ArabFall200x302In recent months, Egypt’s Sisi government has seemingly won its brutal, controversial fight against the Muslim Brotherhood in decisive fashion, decapitating the group by killing, jailing, or exiling most of its leaders, notes The Washington Institute for Near East Policy:

Yet many of the economic and political problems that helped fuel the Brotherhood’s original rise to power persist, and given that the organization has a long history of enduring crackdowns, it may yet resurface as a significant player.

In his new book Arab Fall: How the Muslim Brotherhood Won and Lost Egypt in 891 Days (Georgetown University Press), Eric Trager draws on extensive local research and interviews with Mohamed Morsi and other Brotherhood leaders to dissect the traits that helped the group win power — in many cases the very same traits that contributed to its rapid demise:

The Brotherhood’s intensive process for recruiting members and its rigid nationwide command-chain meant that it possessed unparalleled mobilizing capabilities for winning the first post-Mubarak parliamentary and presidential elections.

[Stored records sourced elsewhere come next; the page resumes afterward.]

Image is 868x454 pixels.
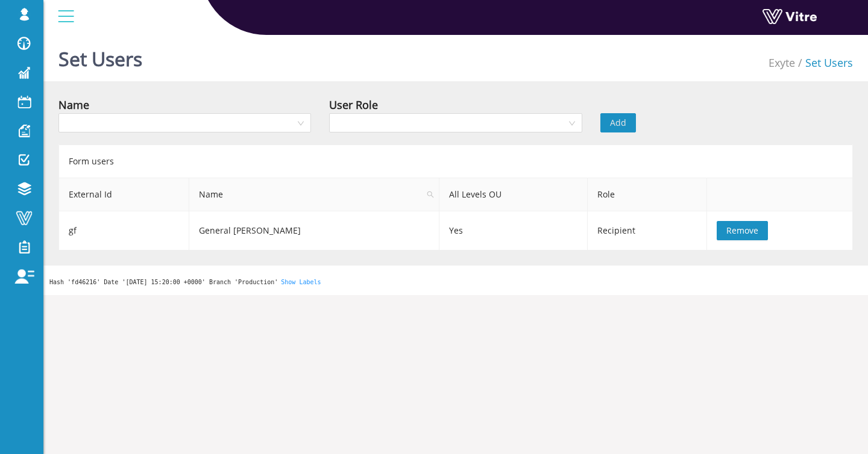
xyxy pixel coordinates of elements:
[59,96,89,113] div: Name
[587,178,706,211] th: Role
[427,191,434,198] span: search
[795,54,853,71] li: Set Users
[439,178,588,211] th: All Levels OU
[189,211,439,251] td: General [PERSON_NAME]
[769,55,795,70] a: Exyte
[69,225,76,236] span: gf
[281,279,321,286] a: Show Labels
[59,178,189,211] th: External Id
[726,224,758,237] span: Remove
[717,221,768,240] button: Remove
[59,30,143,82] h1: Set Users
[439,211,588,251] td: Yes
[597,225,635,236] span: Recipient
[189,178,439,211] span: Name
[59,145,853,178] div: Form users
[422,178,439,211] span: search
[601,113,636,133] button: Add
[329,96,378,113] div: User Role
[49,279,278,286] span: Hash 'fd46216' Date '[DATE] 15:20:00 +0000' Branch 'Production'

Yet the Brotherhood’s hierarchical organizational culture, in which dissenters are banished and critics are viewed as enemies of Islam, bred exclusivism. This alienated many Egyptians, including many within Egypt’s state institutions.

Join a discussion on “The Rise and Fall of Egypt’s Muslim Brotherhood.” Panelists: Michele Dunne, director of the Carnegie Endowment for International Peace Middle East Program [and board member of the National Endowment for Democracy]; Nancy Youssef, senior national security correspondent at the Daily Beast; and Eric Trager, fellow at WINEP.

12:30 p.m. – October 18, 2016. Venue: The Washington Institute for Near East Policy (WINEP), 1111 19th Street NW, Suite 500, Washington, D.C. Webcast here.